Sweetwater’s Mitch Gallagher takes a look at two synthesizer apps in the latest iOS Update – Arturia’s iMini app and the DXi FM synthesizer app.
via SweetwaterSound
Sweetwater’s Mitch Gallagher takes a look at two synthesizer apps in the latest iOS Update – Arturia’s iMini app and the DXi FM synthesizer app.
via SweetwaterSound
Although I haven’t even nearly exhausted the DXi yet, everytime I see update icon on the menu, I get excited and hope to see 6 operator update for it. But Audiobus is great too.
And I would gladly buy another app, if Takashi Mizuhiki made completely new 6 operator FM synth for iOS.
+1 for another Mizuhiki app, perhaps with a simple sequencer in it? would be rad. anyways, iMini and DXi are two of my favorite synths!
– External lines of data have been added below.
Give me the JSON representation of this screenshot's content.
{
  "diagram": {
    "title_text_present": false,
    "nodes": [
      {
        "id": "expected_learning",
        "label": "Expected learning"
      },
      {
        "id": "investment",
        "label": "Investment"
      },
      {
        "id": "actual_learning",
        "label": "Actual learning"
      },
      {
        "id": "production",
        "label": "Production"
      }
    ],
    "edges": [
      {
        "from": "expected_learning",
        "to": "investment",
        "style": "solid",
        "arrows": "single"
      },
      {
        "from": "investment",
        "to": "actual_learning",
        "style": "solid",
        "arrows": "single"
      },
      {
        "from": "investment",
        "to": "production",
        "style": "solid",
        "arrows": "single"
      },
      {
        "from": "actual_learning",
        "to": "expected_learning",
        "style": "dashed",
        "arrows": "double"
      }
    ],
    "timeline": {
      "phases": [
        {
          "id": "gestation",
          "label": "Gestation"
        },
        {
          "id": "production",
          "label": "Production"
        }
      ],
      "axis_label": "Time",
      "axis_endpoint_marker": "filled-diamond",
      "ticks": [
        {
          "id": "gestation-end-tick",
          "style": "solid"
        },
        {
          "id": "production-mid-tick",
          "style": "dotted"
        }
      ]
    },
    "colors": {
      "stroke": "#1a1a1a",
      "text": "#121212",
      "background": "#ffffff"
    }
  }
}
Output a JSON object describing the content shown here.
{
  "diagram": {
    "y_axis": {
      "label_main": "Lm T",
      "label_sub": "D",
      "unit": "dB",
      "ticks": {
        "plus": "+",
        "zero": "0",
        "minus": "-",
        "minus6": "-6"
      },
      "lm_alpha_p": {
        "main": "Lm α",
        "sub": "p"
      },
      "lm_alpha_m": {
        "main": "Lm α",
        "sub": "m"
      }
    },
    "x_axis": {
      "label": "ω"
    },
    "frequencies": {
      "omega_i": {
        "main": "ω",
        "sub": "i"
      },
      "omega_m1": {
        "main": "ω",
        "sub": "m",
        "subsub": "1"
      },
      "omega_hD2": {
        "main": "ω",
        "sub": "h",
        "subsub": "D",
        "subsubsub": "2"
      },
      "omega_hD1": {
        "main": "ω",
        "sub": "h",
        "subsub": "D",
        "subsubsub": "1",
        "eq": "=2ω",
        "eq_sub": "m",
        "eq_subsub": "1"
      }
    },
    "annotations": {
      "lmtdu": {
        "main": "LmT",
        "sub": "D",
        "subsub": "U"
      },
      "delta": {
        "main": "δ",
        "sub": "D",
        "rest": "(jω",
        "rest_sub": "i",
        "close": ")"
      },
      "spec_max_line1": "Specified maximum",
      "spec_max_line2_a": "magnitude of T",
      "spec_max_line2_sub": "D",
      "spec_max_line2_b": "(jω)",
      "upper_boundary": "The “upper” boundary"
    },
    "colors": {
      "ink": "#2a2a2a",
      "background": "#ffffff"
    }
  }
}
I like DXi, but I have a sneaking suspicion that its audio engine is something like MAME’s YM2151 emulator code, which is open source and readily available to anyone but sadly only 4-op because it’s designed to emulate a specific low-cost FM chip that went into various arcade machines, video game consoles, and some MSX computers. I expect may be the reason that we many cheap or free 4-operator YM2151-style softsynths, while full-blown DX7-class 6-operator synths are rarer and more expensive – and completely absent on iOS as yet!
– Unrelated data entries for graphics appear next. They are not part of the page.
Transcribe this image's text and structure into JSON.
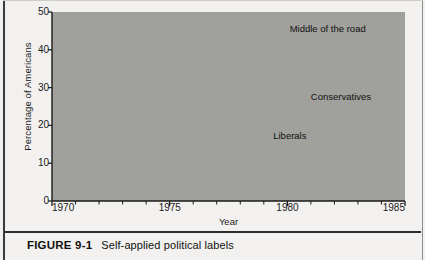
{
  "figure": {
    "caption_number": "FIGURE 9-1",
    "caption_text": "Self-applied political labels"
  },
  "chart_data": {
    "type": "line",
    "title": "",
    "xlabel": "Year",
    "ylabel": "Percentage of Americans",
    "xlim": [
      1970,
      1985
    ],
    "ylim": [
      0,
      50
    ],
    "xticks": [
      1970,
      1975,
      1980,
      1985
    ],
    "xtick_labels": [
      "1970",
      "1975",
      "1980",
      "1985"
    ],
    "x_minor_tick_step": 1,
    "yticks": [
      0,
      10,
      20,
      30,
      40,
      50
    ],
    "ytick_labels": [
      "0",
      "10",
      "20",
      "30",
      "40",
      "50"
    ],
    "grid": "horizontal",
    "legend": "inline-annotations",
    "plot_background": "#a0a09d",
    "line_color": "#111111",
    "gridline_color": "#6e6e6b",
    "x": [
      1970,
      1971,
      1972,
      1973,
      1974,
      1975,
      1976,
      1977,
      1978,
      1979,
      1980,
      1981,
      1982,
      1983,
      1984
    ],
    "series": [
      {
        "name": "Middle of the road",
        "label": "Middle of the road",
        "label_x": 1980.1,
        "label_y": 45.5,
        "values": [
          38.5,
          40,
          39,
          40.5,
          42,
          43,
          39,
          36,
          35,
          41,
          39,
          42,
          41,
          38,
          41
        ]
      },
      {
        "name": "Conservatives",
        "label": "Conservatives",
        "label_x": 1981.0,
        "label_y": 27.5,
        "values": [
          38,
          39,
          36.5,
          34.5,
          32.5,
          30.5,
          28,
          31,
          27,
          29,
          29,
          31.5,
          34,
          32,
          32
        ]
      },
      {
        "name": "Liberals",
        "label": "Liberals",
        "label_x": 1979.4,
        "label_y": 17.2,
        "values": [
          26.5,
          24,
          26.5,
          24.5,
          22,
          18,
          20,
          20,
          20.5,
          22,
          21,
          19,
          15,
          16,
          16
        ]
      }
    ]
  }
}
So I would also love to have full 6-operator FM, but I wouldn’t expect it any time soon.
Hopefully the developer will prove me wrong here! It’s a nice app, and he seems like a good guy and also responsive to user feedback. 😀
Hmm, the internets claim that the YM2151/OPM chip is nearly identical to the YM2164/OPP used in the DX100.
Anyway, DXi is what convinced me to get a TX81Z. ;-p
Hey, that’s the M-audio KeyStation Mini isn’t it? It’s my favorite iPad keyboard ever since my LPK-25 died (before it died the LPK-25 was a much better keyboard but it has fewer keys obviously.)
He’s right in a sense that “originally FM synthesis only used sine waves” since that was true on the DX7 and John Chowning et al. originally focused on sine waves – but 4-operator synths (DX100, TX81Z, etc.) usually supported other waveforms, perhaps to compensate somewhat for their lack of oscillators.
And of course analog synths with cross-modulation supported all sorts of waveforms.
Weren’t those extra waves not only modified versions of a sine wave like only playing the first half or reversing the second half of the wave stored in on-chip memory. I might be completely off here but from a technical and economical stand point that seems very plausible.
I think there may be a method to Yamaha’s madness, and it probably goes beyond simply trying to get more waveforms out of the same table. Some of the waves are useful as carrier waves – e.g. waves that vaguely resemble square, pulse, and square-saw or have various sets of harmonics which you can try to use (or add together, e.g. even + odd harmonics) to get a certain instrument-like sound, and some may be useful as modulators and might help to get a smoother or more resonant filter-y effect.